How Network Effects Work in Platforms

Platforms get more valuable as more participants join — but only if the right types of participants join. There are several distinct network effects at work:

Same-side network effects: users on the same side of the platform value the presence of other users on that side. Developer tools platforms benefit when more developers use them, because more libraries, tutorials, and community knowledge get created.

Cross-side network effects: users on one side of the platform benefit from more users on the other side. More buyers attract more sellers. More app developers attract more iPhone users.

The strength of these effects determines the platform's defensibility. Weak network effects mean the platform is a thin intermediary that can be bypassed or replicated. Strong network effects create a moat that only grows with scale.

Governance and Platform Risk

Running a platform requires governing the ecosystem — making rules about who can participate, how they can behave, and how conflicts get resolved. Governance failures are a major cause of platform collapse:

  • Developer relations: how you treat third-party builders determines whether they stay on your platform or build alternatives
  • Take rate changes: raising fees after an ecosystem has built on your platform is seen as exploitative (Epic v. Apple is the clearest example)
  • Competitive tensions: when you build features that compete with your own ecosystem (Amazon vs. third-party sellers), it signals that the platform isn't safe to build on
  • Quality control: too permissive and you get low-quality supply that degrades the experience; too restrictive and you stifle innovation

The implicit contract of a platform is: "Build here, and we'll send you customers and not undercut you." Violating that contract — even implicitly — erodes ecosystem trust and can trigger mass developer exodus.

Why Platforms Are Hard to Build Early

The most common mistake: trying to build a platform before you have a product.

Platforms require scale before network effects kick in. In the early days, there are no third-party builders, no complementary apps, no ecosystem. The platform is just an API with no one calling it. Users don't see any value because the ecosystem doesn't exist yet.

The path that works:

  1. Build a compelling core product first. Solve a real problem for real customers with your own product. This proves the market, establishes a user base, and gives third parties a reason to build on you.

  2. Open up incrementally. Once you have traction, start exposing APIs and enabling integrations. Watch which third-party connections get the most demand.

  3. Formalize the platform. As third-party activity grows organically, formalize it with a developer program, documentation, support, and revenue sharing.

Salesforce built a CRM before it built AppExchange. Shopify built an e-commerce platform before it built an app store. The platform came after the product had achieved meaningful scale.

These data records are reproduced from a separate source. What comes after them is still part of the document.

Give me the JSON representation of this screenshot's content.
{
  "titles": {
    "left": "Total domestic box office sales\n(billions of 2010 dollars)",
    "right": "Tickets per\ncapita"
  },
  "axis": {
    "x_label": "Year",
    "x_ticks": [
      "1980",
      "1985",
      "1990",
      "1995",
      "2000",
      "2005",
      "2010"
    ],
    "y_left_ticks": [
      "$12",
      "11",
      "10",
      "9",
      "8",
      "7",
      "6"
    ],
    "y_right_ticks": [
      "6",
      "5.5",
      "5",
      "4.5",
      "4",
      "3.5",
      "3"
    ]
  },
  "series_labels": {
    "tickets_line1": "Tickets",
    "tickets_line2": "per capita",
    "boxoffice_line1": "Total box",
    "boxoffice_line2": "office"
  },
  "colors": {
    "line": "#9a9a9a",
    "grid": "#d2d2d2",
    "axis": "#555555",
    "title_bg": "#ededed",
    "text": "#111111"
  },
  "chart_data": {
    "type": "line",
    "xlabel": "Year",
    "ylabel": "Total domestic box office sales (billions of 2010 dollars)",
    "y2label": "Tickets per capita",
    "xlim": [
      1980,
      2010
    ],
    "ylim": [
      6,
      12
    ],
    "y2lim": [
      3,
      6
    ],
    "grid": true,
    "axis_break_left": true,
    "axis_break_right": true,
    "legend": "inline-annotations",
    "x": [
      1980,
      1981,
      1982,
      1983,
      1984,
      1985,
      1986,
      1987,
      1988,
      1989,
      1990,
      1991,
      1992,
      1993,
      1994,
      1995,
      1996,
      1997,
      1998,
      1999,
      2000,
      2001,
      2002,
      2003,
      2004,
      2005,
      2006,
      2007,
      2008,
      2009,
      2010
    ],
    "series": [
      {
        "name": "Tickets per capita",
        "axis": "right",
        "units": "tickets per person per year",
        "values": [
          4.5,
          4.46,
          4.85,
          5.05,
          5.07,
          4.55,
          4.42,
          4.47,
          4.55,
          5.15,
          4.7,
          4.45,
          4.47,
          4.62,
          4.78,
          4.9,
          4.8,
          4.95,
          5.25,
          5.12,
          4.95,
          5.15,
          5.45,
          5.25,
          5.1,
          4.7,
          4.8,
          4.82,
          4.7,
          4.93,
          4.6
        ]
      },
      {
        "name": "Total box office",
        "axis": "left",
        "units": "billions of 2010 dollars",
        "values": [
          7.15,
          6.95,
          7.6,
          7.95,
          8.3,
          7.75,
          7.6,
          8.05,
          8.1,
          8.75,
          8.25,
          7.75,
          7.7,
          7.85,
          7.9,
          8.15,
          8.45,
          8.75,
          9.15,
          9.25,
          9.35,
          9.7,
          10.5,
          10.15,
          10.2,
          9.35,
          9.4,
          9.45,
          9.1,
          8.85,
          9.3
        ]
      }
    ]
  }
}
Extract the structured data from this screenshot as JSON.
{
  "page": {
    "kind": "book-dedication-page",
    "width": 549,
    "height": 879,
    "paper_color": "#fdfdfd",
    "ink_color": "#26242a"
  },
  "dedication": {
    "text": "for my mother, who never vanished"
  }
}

The Platform Revenue Model

Platforms monetize through several mechanisms:

  • Transaction fees: take a percentage of every transaction that happens on the platform (App Store's 15-30%, Stripe's 2.9%)
  • Access fees: charge third-party developers or sellers to participate (Amazon seller fees, Salesforce ISV licensing)
  • Enhanced tools: sell premium developer tools, analytics, or placement to ecosystem participants
  • Freemium ecosystem: free to build on, paid to access premium capabilities or customer segments

The strategic question is how much to extract from the ecosystem versus how much to invest in making the ecosystem larger. Extraction increases short-term revenue; ecosystem investment increases long-term platform value. The companies that lose their platform position usually over-extract.

When to Pursue a Platform Strategy

Pursue a platform strategy when:

  • You have strong network effects in your existing product
  • Third parties are already organically building on or around your product
  • Your core market is large enough to support a healthy ecosystem
  • You have the resources to invest in developer relations and ecosystem support

Avoid the platform narrative when you're pre-product/market fit. Focus on solving one problem exceptionally well. The platform opportunity will still be there once you've earned the right to build it.